The vaccines are designed to target neoantigens generated by tumours, and then engage the patient’s immune system to ramp up an individualized anti-tumour response to the cancer. Patients have tumour tissue removed via surgery, and the tissue is genetically sequenced. Artificial intelligence can be used to develop a profile for targeting dozens of these neoantigens, so that the resulting mRNA vaccine is individualized to the patient.

Photo Credit: Wikimedia Commons. Image description: A vial of mRNA COVID-19 vaccine.

The phase 2 melanoma study involved 157 people with stage 3 or 4 skin cancer. After surgery to remove the tumour, the vaccine lowered the risk of a recurrence of cancer or death by 49% and lowered the risk of their cancer spreading by 62%, as compared to the control group who received only the current standard of care. These results have made some clinicians optimistic that similar immunotherapy strategies using vaccines could be successful in treating cancer in other parts of the body. The Cancer Vaccine Launch Pad has been created to pursue this hypothesis.

During the COVID-19 pandemic, mRNA vaccines were instrumental in preventing millions of deaths. However, in spite of their success, many people who could have benefited instead resisted vaccination. Some researchers have calculated that in the US, over 230,000 people died because they did not get vaccinated against COVID-19. One of the main drivers of this massive preventable mortality was the anti-vaccination movement, which spread doubts and conspiracy theories about the safety and efficacy of COVID-19 vaccines. Many people refused vaccination because of false, often ridiculous, beliefs about mRNA technology.
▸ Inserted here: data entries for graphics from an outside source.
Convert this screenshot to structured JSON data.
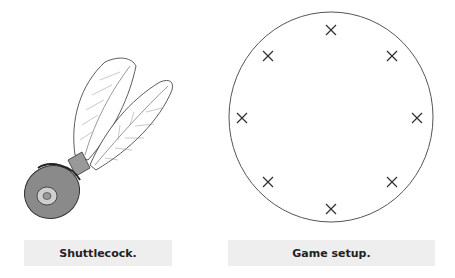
{
  "figures": [
    {
      "id": "shuttlecock",
      "caption": "Shuttlecock."
    },
    {
      "id": "game-setup",
      "caption": "Game setup.",
      "circle": {
        "cx": 331,
        "cy": 117,
        "rx": 102,
        "ry": 105
      },
      "markers": [
        {
          "x": 331,
          "y": 30
        },
        {
          "x": 392,
          "y": 56
        },
        {
          "x": 417,
          "y": 118
        },
        {
          "x": 392,
          "y": 182
        },
        {
          "x": 331,
          "y": 209
        },
        {
          "x": 268,
          "y": 182
        },
        {
          "x": 242,
          "y": 118
        },
        {
          "x": 268,
          "y": 56
        }
      ],
      "marker_symbol": "×"
    }
  ],
  "colors": {
    "stroke": "#333333",
    "caption_bg": "#eeeeee",
    "cork": "#8a8a8a",
    "cork_inner": "#cfcfcf"
  }
}
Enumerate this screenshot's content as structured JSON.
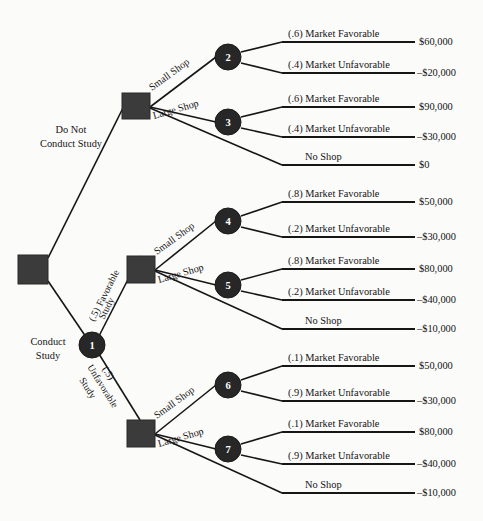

Imagine a possible future in which mRNA vaccines become part of the standard of care in the successful treatment of various cancers. Would the use of vaccines to treat cancer diminish the influence of the anti-vaccination movement? Would a vaccine skeptic really refuse a vaccine that would cure their cancer?

Maybe some would refuse. After all, millions of people refused safe and effective vaccines during the pandemic even when people around them were dying from COVID-19. We should not discount the tenacity of belief or the ability to rationalize away empirical evidence. We are all affected by cognitive biases, such as motivated reasoning, to one degree or another. This bias involves skepticism about information inconsistent with our beliefs while being open to information that confirms what we believe. Though we all prone to flaws in our reasoning, we are also able to break out of this irrational cycle.

I venture that if mRNA vaccines continue to show promise in the treatment of cancer, many will turn away from anti-vaccination messaging. In the US, COVID-19 vaccine uptake amongst high-risk groups such as elderly people was high, even in areas where uptake was below average for the rest of the population. For example, in Iowa 95% of people 65 and over were vaccinated (higher than the national average), whereas only 68% of people 18 to 64 were vaccinated, which was below the national average. One explanation for this dynamic is that decisions about vaccination might involve balancing between the perceived risk of the vaccine against the real risk of not getting vaccinated. If the risk of illness is high, as it was for elderly people during the pandemic, vaccine skepticism becomes itself a risky proposition. So if you are facing a melanoma diagnosis, and a vaccine offers the possibility of a cure, the balance of risks weighs heavily in favor of vaccination.

Many have lamented the paradox of vaccines, when used for disease-prevention, being victims of their own success. When we are healthy, we may not see ourselves as at risk, and thus discount the need for vaccination while overestimating the risks of vaccination. Vaccines used as treatment do not encounter this difficulty because illness has already happened.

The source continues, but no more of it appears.